Taika Waititi Has A Very Refreshing Approach To LGBTQ Characters
There are a precious few, fleeting moments of queerness in Taika Waititi's "Thor: Love and Thunder," out in theaters now. There is a brief moment when Valkyrie (Tess Thompson) kisses another woman's hand, and she has a conversation later in the film about having lost a girlfriend (unnamed and never seen). The conversation is with Korg (Waititi), who mentions that he has two fathers. In his species — a species of alien rock people — two males mate by melting their rock bodies together in a volcano. One might make the argument that Dr. Jane Foster (Natalie Portman) hooking up with Thor's ex-weapon (Mjölnir) has a queer ring to it, but overall, "Thor: Love and Thunder" is underwhelming when it comes to actual queer representation. Reports of the film's gayness have been greatly exaggerated.
What "Love and Thunder" does possess is a healthy, incidental, unchallenged attitude about queerness that Waititi frequently includes in his work. In the TV series "What We Do in the Shadows," it's constantly mentioned that the male characters have had affairs with other men in the past, and the female lead seduces women. Moreso, the HBO Max pirate show "Our Flag Means Death" foregrounds a romantic relationship between its two male leads, in addition to multiple other queer characters. Waititi has always presented these queer relationships as unchallenged and natural parts of the worlds in which they take place. There is little queerness in "Love and Thunder," but it's merely accepted by all the characters.
In an interview with IndieWire, Waititi elucidated on his open attitudes toward queerness, and his conscious effort to make queer representation look and feel as natural as possible.
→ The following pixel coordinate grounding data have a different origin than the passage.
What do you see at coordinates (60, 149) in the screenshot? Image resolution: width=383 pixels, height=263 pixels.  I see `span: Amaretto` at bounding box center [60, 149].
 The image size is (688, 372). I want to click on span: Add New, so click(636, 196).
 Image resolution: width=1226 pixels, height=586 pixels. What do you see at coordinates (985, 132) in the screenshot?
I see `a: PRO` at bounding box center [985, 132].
Queerness on the high seas
Waititi often takes advantage of an opportunity to include queer characters in his work, most notably in his genre TV shows. This is something he seems to take a small amount of pride in, happy to write worlds where queer people's relationships are not only not stigmatized, but are normal to the point of being incidental. No one cares who's gay or who's not in a Waititi project:
"What I love about [Our Flag Means Death] is that it's so normalized. No character ever says, 'I can't believe they're gay.' They can't believe those two characters got together, that's all. Who would've believed they'd get together? But it's just a given that there's queerness on the high seas. And in this film, more importantly, what we did with my character Korg — who talks about the relationships that the Kronans have — or Valkyrie, who's bi.
While there is a certain amount of open queer representation throughout media — queer indie films are made on the regular, "Queer as Folk" was just rebooted — queer representation has been slow to enter gigantic, mainstream, four-quadrant entertainments like the MCU movies. Very occasionally, a gentle kiss may be featured (One of the Eternals kissed his husband), but most of the characters in the MCU appear to be cisgender and heterosexual. With an ever-expanding universe that includes talking trees, gestating deities, interdimensional doppelgängers, and the like — potentially introducing the world to genders and sexualities heretofore unknown — perhaps outmoded notions of gender and sexuality need to be dramatically rethought.
What young queer people will see
Waititi admits that the title character of "Thor: Love and Thunder" isn't one of the queer ones — indeed, that he represents the same kind of straight/white/male physical ideal that most 70-year-old superheroes do — but having queer characters in a film of this visibility is still something of a positive move. It seemed important to Waititi to have Thor himself be accepting of all genders and sexualities:
"It's the idea that these things just are, in a Marvel film, in a mainstream film that young, queer people will see. They'll watch this film and be like, oh, it's a Thor film about a heterosexual, very Aryan-looking space Viking, but there are other characters in there and it's normalized. No one bats an eyelid and there's no monologue about it. Nobody ever stands up and says 'This is okay!' It just is okay. I think that's very important. It's the same thing with the first time people saw a female superhero. It's just so normal now. It's so cool because kids can see this stuff and feel like even in these tiny moments in a giant film like this, at least there's something that's making them feel seen."
So there will be no scenes of Thor kissing another man on the mouth in "Love and Thunder," and Valkyrie's ex-girlfriend will have to remain abstract for the time being, but even working with an enormous corporate machine like Disney still allows a relatively progressive filmmaker like Waititi to insert queer content around the margins.
It's not a huge part yet, but queerness is still a part of the MCU.